Among the first things the actor Michael Urie admits as he addresses the audience at the start of Jonathan Tolins’s Buyer & Cellar is that the premise of the 90-minute one-man play is “preposterousâ€: “What I’m going to tell you could not possibly have happened with a person as famous, talented, and litigious as Barbra Streisand.â€
I hope that stipulation is sufficient to keep the lawyers at bay, because the story that follows is too hilarious, and oddly loving, to shut down. In it, Urie plays all of the characters, starting with a fictional out-of-work actor named Alex More who is hired to staff the underground mall of quaint shops that Streisand has built (really — this part’s true) beneath a barn on her Malibu estate. Mostly he just waits there, in period costume, dusting and sorting and, in frequent asides, arguing with his boyfriend, Barry, about the legend of Poor Barbra: the girl who grew up with nothing nice but emerged as the woman nothing could ever be nice enough for. To Barry, Streisand is the apotheosis of revenge-entitlement gone wild, and the proof is not just in her private shopping center but in her determination to star as “Grandma Rose†in a remake of Gypsy (also, God help us, true). “I hear they’re developing new technology to photograph Barbra via ultrasound through seven layers of Sheetrock,†Barry says.

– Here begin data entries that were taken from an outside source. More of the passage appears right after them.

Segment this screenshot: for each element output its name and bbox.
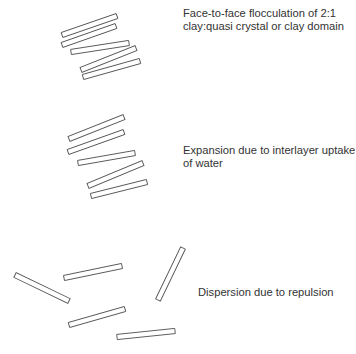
flocculation-label-line-1: Face-to-face flocculation of 2:1 xyxy=(183,7,344,20)
clay-platelet xyxy=(14,273,70,304)
dispersion-label-line-1: Dispersion due to repulsion xyxy=(198,286,334,299)
clay-platelet xyxy=(156,247,186,301)
flocculation-platelets xyxy=(61,14,141,80)
dispersion-platelets xyxy=(14,247,185,340)
clay-platelet xyxy=(68,307,125,328)
expansion-label: Expansion due to interlayer uptake of wa… xyxy=(183,144,355,170)
expansion-platelets xyxy=(67,115,148,199)
expansion-label-line-1: Expansion due to interlayer uptake xyxy=(183,144,355,157)
clay-platelet xyxy=(117,328,176,339)
expansion-label-line-2: of water xyxy=(183,157,355,170)
flocculation-label-line-2: clay:quasi crystal or clay domain xyxy=(183,20,344,33)
clay-platelet xyxy=(78,150,136,165)
dispersion-label: Dispersion due to repulsion xyxy=(198,286,334,299)
clay-platelet-diagram xyxy=(0,0,356,354)
flocculation-label: Face-to-face flocculation of 2:1 clay:qu… xyxy=(183,7,344,33)
clay-platelet xyxy=(63,263,122,280)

But when the great lady shows up at Bee’s Doll Shop to hondel over the merchandise (which is already hers) or to play among the decades’ worth of Cecil Beatons and Irene Sharaffs in the Dress Shop, Alex is drawn into the fun of her fantasy, and the pain behind it. Here Tolins and Urie (directed by Stephen Brackett) tread honorably, not skimping the absurdity but giving the diva her due. When Alex asks her what one thing she’d want to be true in her version of Utopia, and she answers, “I’d be pretty and everyone would know it and I’d think so, too,†it doesn’t matter that, as Barry witheringly retorts, she’s had affairs with most of her hunky leading men, and become “a symbol of unconventional beauty for an entire era.†There’s no sell-by date on self-disgust.
Urie is light and masterful; he slides among the various characters (including the current Mr. S.) with ease, and economically nails Streisand’s mannerisms without attempting an outright imitation. (She always seems to be flossing her teeth with her tongue.) The play itself is a bit less subtle, from the too-cute title to the reaching-for-it climax with its overearnest aftermath. But audacity and great humor, darkened by an underlayment of pathos, work charmingly even when they work too hard. No matter how litigious, Barbra Streisand of all people should recognize that.
Buyer & Cellar is at the Rattlestick Playwrights Theater through May 4.